Closing the hood — finishing up
Once you’ve gone through and checked all of the various elements of the ebook in your editing software, save (using a new name, so that you’ve got the original still in case you need to go back).
Then open up the ebook in your various ereaders again.
Better?
If yes, then woohoo! You’re all set!
If no?
Well, then go back and keep tweaking until you’re happy.
You have my sympathy. ;-)
Next time, I’ll talk ePub2 vs. ePub3. Or, if you’d rather, I can talk ebook validation. Or, heck — I could talk about fonts, drop caps, fancy headers, and tables. Which would you prefer?
[1] Alternatively, you can use the previewer built into the KDP upload area, or convert your ePub file on KDP, then download the mobi file and open it on the Kindle app for your OS. Or all three! Why not? (In fact, each will display your ebook differently. It’s maddening, isn’t it?)

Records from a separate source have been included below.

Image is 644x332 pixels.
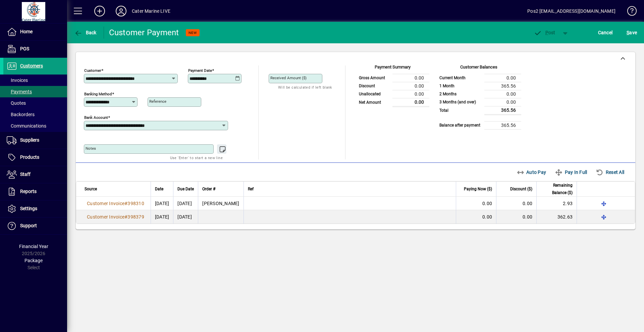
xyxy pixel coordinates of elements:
a: POS [3,41,67,57]
span: Customers [20,63,43,69]
td: Gross Amount [355,74,393,82]
td: 1 Month [436,82,485,90]
app-page-summary-card: Customer Balances [436,65,521,129]
span: 0.00 [482,201,492,206]
a: Invoices [3,75,67,86]
span: Reset All [596,167,625,178]
span: Suppliers [20,137,39,143]
button: Profile [110,5,132,17]
mat-label: Reference [149,99,167,104]
a: Quotes [3,97,67,109]
span: Financial Year [19,243,48,249]
span: POS [20,46,29,51]
a: Products [3,149,67,165]
span: Staff [20,172,31,177]
td: 2 Months [436,90,485,98]
span: Customer Invoice [87,214,124,219]
span: Paying Now ($) [464,185,492,193]
a: Home [3,23,67,40]
span: Payments [7,89,32,94]
td: 0.00 [393,82,430,90]
app-page-header-button: Back [67,27,104,38]
button: Reset All [593,166,627,178]
button: Cancel [597,27,614,38]
span: Quotes [7,100,26,106]
span: Source [85,185,97,193]
button: Pay In Full [552,166,590,178]
span: Home [20,29,32,34]
a: Payments [3,86,67,97]
span: ost [534,30,555,35]
td: 3 Months (and over) [436,98,485,106]
a: Backorders [3,109,67,120]
td: 365.56 [485,106,521,114]
div: Cater Marine LIVE [132,6,170,17]
span: Remaining Balance ($) [541,182,573,196]
td: 0.00 [485,98,521,106]
div: Pos2 [EMAIL_ADDRESS][DOMAIN_NAME] [528,6,616,17]
span: [DATE] [155,201,169,206]
span: Ref [248,185,253,193]
span: 0.00 [523,214,533,219]
a: Customer Invoice#398379 [85,213,147,221]
span: Due Date [178,185,194,193]
td: 0.00 [393,98,430,106]
a: Knowledge Base [622,1,636,23]
span: [DATE] [155,214,169,219]
td: Unallocated [355,90,393,98]
span: 0.00 [523,201,533,206]
mat-label: Customer [84,68,101,73]
span: Customer Invoice [87,201,124,206]
td: [DATE] [173,197,198,210]
span: 398310 [128,201,144,206]
td: Current Month [436,74,485,82]
a: Settings [3,200,67,217]
span: Cancel [598,27,613,38]
button: Post [530,27,559,38]
span: S [627,30,630,35]
mat-hint: Use 'Enter' to start a new line [170,154,223,162]
td: Discount [355,82,393,90]
td: 365.56 [485,82,521,90]
span: ave [627,27,637,38]
span: Discount ($) [510,185,533,193]
span: Support [20,223,37,228]
mat-label: Banking method [84,91,112,96]
span: Package [25,257,42,263]
a: Customer Invoice#398310 [85,199,147,207]
div: Payment Summary [355,64,430,74]
button: Back [72,27,98,38]
a: Support [3,217,67,234]
a: Reports [3,183,67,200]
span: Backorders [7,112,35,117]
span: Communications [7,123,46,129]
span: # [124,214,128,219]
span: 2.93 [563,201,573,206]
span: NEW [188,31,197,35]
td: 0.00 [485,74,521,82]
mat-label: Bank Account [84,115,108,120]
td: [PERSON_NAME] [198,197,243,210]
td: 0.00 [393,74,430,82]
span: Settings [20,206,37,211]
mat-hint: Will be calculated if left blank [278,83,332,91]
span: Products [20,154,39,160]
span: Back [74,30,96,35]
span: 362.63 [558,214,573,219]
mat-label: Notes [86,146,96,150]
span: 0.00 [482,214,492,219]
td: 365.56 [485,121,521,129]
span: Date [155,185,163,193]
span: P [545,30,549,35]
button: Add [89,5,110,17]
td: 0.00 [485,90,521,98]
span: Pay In Full [555,167,587,178]
a: Suppliers [3,132,67,149]
div: Customer Balances [436,64,521,74]
span: 398379 [128,214,144,219]
td: 0.00 [393,90,430,98]
button: Save [625,27,639,38]
mat-label: Received Amount ($) [270,75,306,80]
td: [DATE] [173,210,198,223]
td: Net Amount [355,98,393,106]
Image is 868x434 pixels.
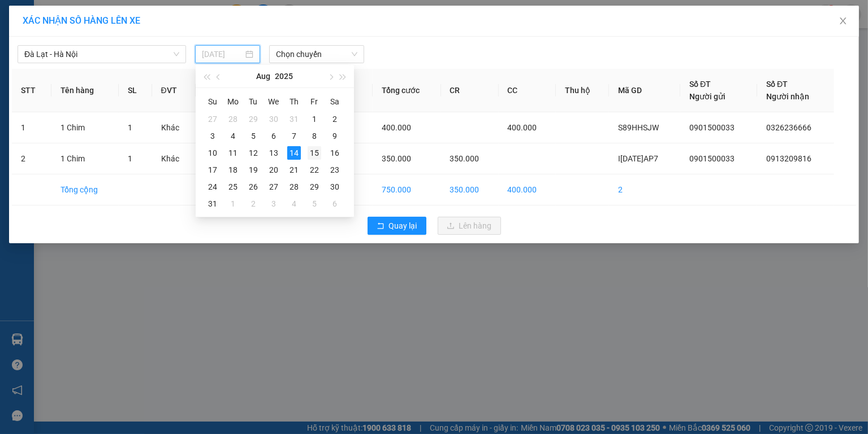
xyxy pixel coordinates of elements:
td: 2025-08-04 [223,128,243,145]
td: Tổng cộng [52,174,119,206]
div: 30 [328,180,341,194]
span: Chọn chuyến [276,46,357,63]
td: 2025-08-19 [243,161,263,179]
td: 2025-08-23 [324,161,345,179]
td: 2025-08-27 [263,179,284,196]
td: 2025-08-12 [243,145,263,161]
div: 9 [328,129,341,143]
div: 14 [287,146,300,160]
td: 2025-07-29 [243,110,263,128]
td: 2025-08-26 [243,179,263,196]
td: 2025-08-25 [223,179,243,196]
span: 350.000 [381,154,411,164]
th: ĐVT [152,69,196,113]
td: 2025-08-14 [284,145,304,161]
td: 2025-09-05 [304,196,324,212]
td: 350.000 [441,174,498,206]
div: 8 [308,129,321,143]
th: Th [284,92,304,110]
td: 2025-08-11 [223,145,243,161]
td: 2025-07-27 [202,110,223,128]
td: 2025-08-06 [263,128,284,145]
div: 2 [328,113,341,126]
td: 2 [12,143,52,174]
button: rollbackQuay lại [367,217,426,235]
span: Số ĐT [766,80,787,89]
span: Người nhận [766,92,809,101]
span: rollback [376,222,384,231]
li: VP Bến xe Nước Ngầm [78,61,151,86]
th: Tổng cước [373,69,440,113]
div: 29 [308,180,321,194]
span: S89HHSJW [618,123,658,132]
th: SL [119,69,151,113]
td: 2025-08-09 [324,128,345,145]
td: 2025-08-07 [284,128,304,145]
td: 2025-07-28 [223,110,243,128]
td: 2025-08-15 [304,145,324,161]
th: Sa [324,92,345,110]
span: Quay lại [389,220,417,232]
span: 0901500033 [689,154,734,164]
div: 27 [206,113,219,126]
div: 24 [206,180,219,194]
td: 2 [609,174,680,206]
div: 11 [226,146,239,160]
div: 18 [226,164,239,177]
span: 1 [128,154,132,164]
span: 400.000 [508,123,537,132]
th: Thu hộ [556,69,608,113]
th: Tên hàng [52,69,119,113]
th: Mo [223,92,243,110]
div: 1 [308,113,321,126]
td: 2025-08-08 [304,128,324,145]
span: I[DATE]AP7 [618,154,658,164]
td: 2025-08-24 [202,179,223,196]
td: 2025-08-21 [284,161,304,179]
td: 1 Chim [52,113,119,143]
td: 2025-08-10 [202,145,223,161]
div: 5 [308,197,321,211]
td: 2025-08-28 [284,179,304,196]
div: 28 [226,113,239,126]
div: 3 [206,129,219,143]
div: 2 [247,197,260,211]
button: 2025 [275,65,293,87]
td: 2025-08-20 [263,161,284,179]
td: 1 Chim [52,143,119,174]
div: 21 [287,164,300,177]
div: 30 [267,113,280,126]
span: 0326236666 [766,123,811,132]
div: 22 [308,164,321,177]
td: 2025-09-06 [324,196,345,212]
div: 23 [328,164,341,177]
td: 2025-08-30 [324,179,345,196]
td: 2025-08-16 [324,145,345,161]
th: Su [202,92,223,110]
td: 2025-08-13 [263,145,284,161]
div: 29 [247,113,260,126]
td: 2025-08-31 [202,196,223,212]
span: Người gửi [689,92,725,101]
th: CC [498,69,557,113]
td: 2025-09-02 [243,196,263,212]
input: 14/08/2025 [202,48,243,60]
div: 26 [247,180,260,194]
td: 2025-09-04 [284,196,304,212]
th: STT [12,69,52,113]
td: Khác [152,143,196,174]
td: 2025-07-30 [263,110,284,128]
th: Mã GD [609,69,680,113]
div: 4 [287,197,300,211]
th: Fr [304,92,324,110]
div: 10 [206,146,219,160]
th: CR [441,69,498,113]
div: 31 [287,113,300,126]
div: 19 [247,164,260,177]
div: 15 [308,146,321,160]
div: 20 [267,164,280,177]
span: Đà Lạt - Hà Nội [24,46,179,63]
td: 2025-08-02 [324,110,345,128]
td: 2025-08-17 [202,161,223,179]
div: 7 [287,129,300,143]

[2] Microsoft’s Edge browser will soon have this capability built in; I expect other browsers to follow. After all, an ebook is just a… website in a box!

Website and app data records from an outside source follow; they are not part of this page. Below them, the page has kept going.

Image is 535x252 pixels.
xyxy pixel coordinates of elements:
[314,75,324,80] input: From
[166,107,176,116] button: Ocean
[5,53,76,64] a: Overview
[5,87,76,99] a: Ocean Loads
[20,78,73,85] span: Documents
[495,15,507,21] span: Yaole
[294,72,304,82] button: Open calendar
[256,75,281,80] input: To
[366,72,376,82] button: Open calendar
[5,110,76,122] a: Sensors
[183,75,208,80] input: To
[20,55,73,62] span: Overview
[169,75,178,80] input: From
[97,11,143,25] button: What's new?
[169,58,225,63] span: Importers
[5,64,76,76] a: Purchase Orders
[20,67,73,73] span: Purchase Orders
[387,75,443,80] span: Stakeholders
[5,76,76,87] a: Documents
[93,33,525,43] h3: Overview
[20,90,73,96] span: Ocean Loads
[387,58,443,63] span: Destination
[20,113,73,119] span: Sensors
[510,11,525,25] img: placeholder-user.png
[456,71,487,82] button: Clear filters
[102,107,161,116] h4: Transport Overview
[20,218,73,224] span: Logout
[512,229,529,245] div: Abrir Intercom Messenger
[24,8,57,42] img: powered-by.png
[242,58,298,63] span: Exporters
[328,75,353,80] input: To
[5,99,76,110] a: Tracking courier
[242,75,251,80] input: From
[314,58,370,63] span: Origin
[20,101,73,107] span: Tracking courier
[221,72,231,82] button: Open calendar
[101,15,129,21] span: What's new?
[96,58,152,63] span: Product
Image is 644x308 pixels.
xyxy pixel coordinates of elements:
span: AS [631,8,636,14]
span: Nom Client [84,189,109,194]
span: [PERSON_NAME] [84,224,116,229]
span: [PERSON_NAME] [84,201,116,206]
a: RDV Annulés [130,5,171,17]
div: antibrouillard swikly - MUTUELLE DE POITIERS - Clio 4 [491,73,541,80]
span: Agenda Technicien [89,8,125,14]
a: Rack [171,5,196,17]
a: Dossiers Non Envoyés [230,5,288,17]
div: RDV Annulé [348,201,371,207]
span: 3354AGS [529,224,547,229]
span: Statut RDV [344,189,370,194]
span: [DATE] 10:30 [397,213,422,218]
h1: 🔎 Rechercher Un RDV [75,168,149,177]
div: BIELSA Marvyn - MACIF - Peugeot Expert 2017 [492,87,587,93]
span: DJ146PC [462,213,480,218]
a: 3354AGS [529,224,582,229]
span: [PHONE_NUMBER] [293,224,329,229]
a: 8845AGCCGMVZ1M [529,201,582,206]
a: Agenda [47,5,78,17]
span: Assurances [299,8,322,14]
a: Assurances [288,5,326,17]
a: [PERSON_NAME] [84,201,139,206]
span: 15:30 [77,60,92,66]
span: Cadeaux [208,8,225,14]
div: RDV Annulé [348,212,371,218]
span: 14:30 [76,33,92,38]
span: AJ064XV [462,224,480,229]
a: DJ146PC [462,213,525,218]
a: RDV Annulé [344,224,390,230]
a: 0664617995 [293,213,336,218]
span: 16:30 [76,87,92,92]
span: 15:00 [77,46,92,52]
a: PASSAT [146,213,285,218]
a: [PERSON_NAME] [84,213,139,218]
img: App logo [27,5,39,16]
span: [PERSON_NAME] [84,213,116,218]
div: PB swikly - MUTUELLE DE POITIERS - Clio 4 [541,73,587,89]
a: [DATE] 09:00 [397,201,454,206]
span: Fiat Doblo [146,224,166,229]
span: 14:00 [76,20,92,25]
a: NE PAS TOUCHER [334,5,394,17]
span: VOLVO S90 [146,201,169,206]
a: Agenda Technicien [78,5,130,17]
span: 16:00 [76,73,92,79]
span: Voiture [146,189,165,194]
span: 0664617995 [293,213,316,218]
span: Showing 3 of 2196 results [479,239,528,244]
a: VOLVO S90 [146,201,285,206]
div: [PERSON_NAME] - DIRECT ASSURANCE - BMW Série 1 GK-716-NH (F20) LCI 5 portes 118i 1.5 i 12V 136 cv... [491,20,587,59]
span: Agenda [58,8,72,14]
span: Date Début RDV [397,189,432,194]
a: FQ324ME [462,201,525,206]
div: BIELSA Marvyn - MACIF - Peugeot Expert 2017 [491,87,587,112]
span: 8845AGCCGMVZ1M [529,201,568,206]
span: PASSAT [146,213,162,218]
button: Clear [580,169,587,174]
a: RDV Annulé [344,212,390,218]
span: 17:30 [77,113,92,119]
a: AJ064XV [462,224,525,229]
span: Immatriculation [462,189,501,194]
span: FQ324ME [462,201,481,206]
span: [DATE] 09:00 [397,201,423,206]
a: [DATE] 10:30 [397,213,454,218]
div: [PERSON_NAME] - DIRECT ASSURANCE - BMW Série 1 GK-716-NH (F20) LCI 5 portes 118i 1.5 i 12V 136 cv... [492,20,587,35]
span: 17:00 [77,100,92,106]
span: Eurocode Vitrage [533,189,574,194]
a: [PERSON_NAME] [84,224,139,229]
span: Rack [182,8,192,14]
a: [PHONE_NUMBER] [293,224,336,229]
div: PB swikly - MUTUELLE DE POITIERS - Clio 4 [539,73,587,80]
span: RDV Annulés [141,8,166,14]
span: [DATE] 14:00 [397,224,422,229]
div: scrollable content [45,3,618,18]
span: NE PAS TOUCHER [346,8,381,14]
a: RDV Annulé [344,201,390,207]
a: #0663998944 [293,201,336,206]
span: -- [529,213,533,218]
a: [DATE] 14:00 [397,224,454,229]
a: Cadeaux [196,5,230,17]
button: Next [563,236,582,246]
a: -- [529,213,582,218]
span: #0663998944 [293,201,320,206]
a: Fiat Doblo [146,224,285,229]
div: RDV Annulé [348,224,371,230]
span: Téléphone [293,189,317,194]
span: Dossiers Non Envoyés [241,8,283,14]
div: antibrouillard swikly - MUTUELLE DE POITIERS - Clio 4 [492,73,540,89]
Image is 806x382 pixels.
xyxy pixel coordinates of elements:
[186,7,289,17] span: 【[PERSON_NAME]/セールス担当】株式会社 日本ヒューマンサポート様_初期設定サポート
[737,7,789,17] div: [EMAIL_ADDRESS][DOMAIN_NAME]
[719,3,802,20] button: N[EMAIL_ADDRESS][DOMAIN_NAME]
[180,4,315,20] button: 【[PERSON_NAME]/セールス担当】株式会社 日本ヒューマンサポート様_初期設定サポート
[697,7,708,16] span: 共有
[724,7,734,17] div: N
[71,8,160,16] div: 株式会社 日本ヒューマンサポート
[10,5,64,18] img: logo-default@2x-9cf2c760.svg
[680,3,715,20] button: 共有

[3] This isn’t absolutely necessary, but saves a lot of trouble. Most retailers require that your ebook pass epubcheck validation. Go to the IDPF Validator (which runs epubcheck on ebooks up to 10MB in size) and select and upload your ePub file. If it’s given a clean bill of health, you should be all set! If not, note the errors. You’ll have to fix each and every one of those using an editor. Surprisingly, ebooks exported/converted by many commercial services and apps fail validation.
[4] I have not used all of these — their inclusion here is not an endorsement in any way. This is why I’m not including links.
[5] Strictly speaking, Jutoh doesn’t really fall into this category. It can import and edit ePub files — but it doesn’t let you edit the underlying HTML, CSS, or XML. So WYSIWYSW (What You See Is What You’re Stuck With).
[6] I’ll talk about embedding fonts at some point, I promise!
[7] As it happense, Sigil and Calibre both have nifty tools that will delete any unused media files!